Saturday, February 09, 2008

A Busy Day

Today has been one of those days that I'd classify as a "busy day." I got to wondering about what people called a "busy day" in ages past. So, using Google Books, I did a quick survey.

In the Diary and Letters of Madame D'Arbley (London: Henry Colburn, 1842, vol. 2, pp. 225-226), she classified January 3, 1783 as a "busy day." She basically describes a day of going to the grand rehearsal of the opera Cimene.

Somehow I suspect that my ancestors would have said that Madame D'Arbley didn't know what it meant to be busy.

William M. Thomson, a missionary to Syria, described Sept. 14, 1839 as a "busy day". He spoke of the visit of several sheiks to his station. He mentioned that he had been teaching pretty much all day and evening and that several of the sheiks wished to be baptized before returning to the mountains. Two days later, he stated that Sept. 16, 1839 which was the Sabbath was also a "busy day." He said, "After preaching, both in English and Aramaic, and conversing all the vacant time with the Druzes from Hadet, and other places, and expounding Scripture in Aramaic at evening worship, I feel wearied." Later in the paragraph he states that "the work has grown too large for me to attend to." (Report of the American Board of Commissioners for Foreign Missions, Presented at the Thirtieth Annual Meeting , Held in the City of Troy, New-York, Sept. 11-12-13, 1839 (Boston: Crocker & Brewster, 1839), p. 88)

In describing life in the Civil War for the Second Brigade of the Ninth Ohio Cavalry, the record describes General Rousseau as having reached Decatur (Tennessee) on July 9, 1864. Then it says, "Sunday, the tenth, was a busy day in camp; anything but a Sabbath-like stillness prevailed." The rest of the day's entry describes packing up camp, leaving behind things that would create too much baggage, assigning rations to the soldiers, and then marching some 15 miles to Somerville, which was a county seat about 15 miles from Decatur. They arrived there around 9 p.m. (Moore, Frank, ed. The Rebellion Record: A Diary of American Events, with Documents, Narratives, Illustrative Incidents, Poetry, Etc. (New York: D. Van Nostrand, 1868), vol. 11, pp. 160-161)

Most of the other references in the first 50 hits were in literary works.

1 comment:

Lidian said...

That was really interesting. I'd say Thomson and Rousseau had very VERY busy days indeed!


| Your objective |
Transcribe the records below exactly, from their first line through the line containing "The height and width of the screenshot is (546, 1036).". Omit every line after it.

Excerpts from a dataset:
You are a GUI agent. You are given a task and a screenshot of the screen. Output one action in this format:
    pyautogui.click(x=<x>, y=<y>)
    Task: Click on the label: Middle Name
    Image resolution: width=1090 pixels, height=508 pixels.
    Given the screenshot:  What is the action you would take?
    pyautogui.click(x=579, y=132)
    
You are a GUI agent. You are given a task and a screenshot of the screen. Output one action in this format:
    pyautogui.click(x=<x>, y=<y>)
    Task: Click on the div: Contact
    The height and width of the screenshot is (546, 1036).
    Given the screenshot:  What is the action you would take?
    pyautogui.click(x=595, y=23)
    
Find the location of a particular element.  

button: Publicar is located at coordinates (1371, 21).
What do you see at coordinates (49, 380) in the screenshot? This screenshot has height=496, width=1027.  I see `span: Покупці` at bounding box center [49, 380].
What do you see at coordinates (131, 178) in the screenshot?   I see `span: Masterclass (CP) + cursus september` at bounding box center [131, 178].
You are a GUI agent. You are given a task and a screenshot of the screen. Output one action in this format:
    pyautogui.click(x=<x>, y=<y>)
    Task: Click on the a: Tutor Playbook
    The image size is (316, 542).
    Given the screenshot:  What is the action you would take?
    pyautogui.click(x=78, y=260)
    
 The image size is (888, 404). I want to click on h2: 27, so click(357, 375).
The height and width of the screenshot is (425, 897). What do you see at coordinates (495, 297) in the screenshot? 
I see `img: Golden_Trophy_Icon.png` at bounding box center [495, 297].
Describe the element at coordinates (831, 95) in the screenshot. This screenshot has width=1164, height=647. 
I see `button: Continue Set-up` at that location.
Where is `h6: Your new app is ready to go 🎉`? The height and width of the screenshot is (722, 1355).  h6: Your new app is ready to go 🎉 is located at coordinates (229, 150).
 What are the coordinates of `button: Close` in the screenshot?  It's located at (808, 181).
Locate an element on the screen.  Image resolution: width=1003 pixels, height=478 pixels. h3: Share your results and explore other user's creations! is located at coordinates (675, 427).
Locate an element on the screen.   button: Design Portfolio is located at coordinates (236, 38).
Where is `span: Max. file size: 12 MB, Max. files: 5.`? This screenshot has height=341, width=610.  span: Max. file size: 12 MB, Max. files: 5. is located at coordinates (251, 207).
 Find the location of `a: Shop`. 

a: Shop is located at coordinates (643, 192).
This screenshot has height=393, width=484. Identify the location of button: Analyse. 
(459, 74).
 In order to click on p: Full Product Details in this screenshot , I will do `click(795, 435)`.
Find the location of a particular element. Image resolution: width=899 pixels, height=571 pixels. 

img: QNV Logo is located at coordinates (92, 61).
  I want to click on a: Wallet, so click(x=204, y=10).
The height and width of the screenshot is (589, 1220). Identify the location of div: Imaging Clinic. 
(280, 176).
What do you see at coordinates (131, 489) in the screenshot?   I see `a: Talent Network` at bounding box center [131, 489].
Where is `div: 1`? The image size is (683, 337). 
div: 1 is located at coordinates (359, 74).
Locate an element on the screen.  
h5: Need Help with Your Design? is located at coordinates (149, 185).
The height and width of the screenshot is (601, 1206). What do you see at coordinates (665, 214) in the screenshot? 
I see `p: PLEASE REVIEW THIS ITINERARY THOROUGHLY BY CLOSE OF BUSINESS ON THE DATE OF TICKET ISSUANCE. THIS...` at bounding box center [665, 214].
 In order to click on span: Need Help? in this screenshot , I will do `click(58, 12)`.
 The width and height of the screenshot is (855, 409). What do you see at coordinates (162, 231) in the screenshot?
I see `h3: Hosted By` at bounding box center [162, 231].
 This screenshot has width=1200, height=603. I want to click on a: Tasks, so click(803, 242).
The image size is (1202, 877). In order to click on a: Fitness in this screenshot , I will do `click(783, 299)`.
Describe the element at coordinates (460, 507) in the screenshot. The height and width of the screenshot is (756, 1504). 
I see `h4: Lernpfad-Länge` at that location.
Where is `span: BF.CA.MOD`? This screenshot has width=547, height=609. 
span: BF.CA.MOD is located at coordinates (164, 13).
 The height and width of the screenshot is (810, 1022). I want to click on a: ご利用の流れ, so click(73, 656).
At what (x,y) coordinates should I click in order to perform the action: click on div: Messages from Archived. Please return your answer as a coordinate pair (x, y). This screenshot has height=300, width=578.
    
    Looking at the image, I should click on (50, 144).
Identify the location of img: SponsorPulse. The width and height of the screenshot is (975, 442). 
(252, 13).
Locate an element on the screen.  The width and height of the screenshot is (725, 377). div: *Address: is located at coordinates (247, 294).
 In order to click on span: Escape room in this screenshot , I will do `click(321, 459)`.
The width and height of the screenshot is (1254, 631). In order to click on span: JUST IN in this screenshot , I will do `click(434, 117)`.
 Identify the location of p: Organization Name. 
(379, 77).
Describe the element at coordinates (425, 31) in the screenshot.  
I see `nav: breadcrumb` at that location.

| Written solution |
You are a GUI agent. You are given a task and a screenshot of the screen. Output one action in this format:
    pyautogui.click(x=<x>, y=<y>)
    Task: Click on the label: Middle Name
    Image resolution: width=1090 pixels, height=508 pixels.
    Given the screenshot:  What is the action you would take?
    pyautogui.click(x=579, y=132)
    
You are a GUI agent. You are given a task and a screenshot of the screen. Output one action in this format:
    pyautogui.click(x=<x>, y=<y>)
    Task: Click on the div: Contact
    The height and width of the screenshot is (546, 1036).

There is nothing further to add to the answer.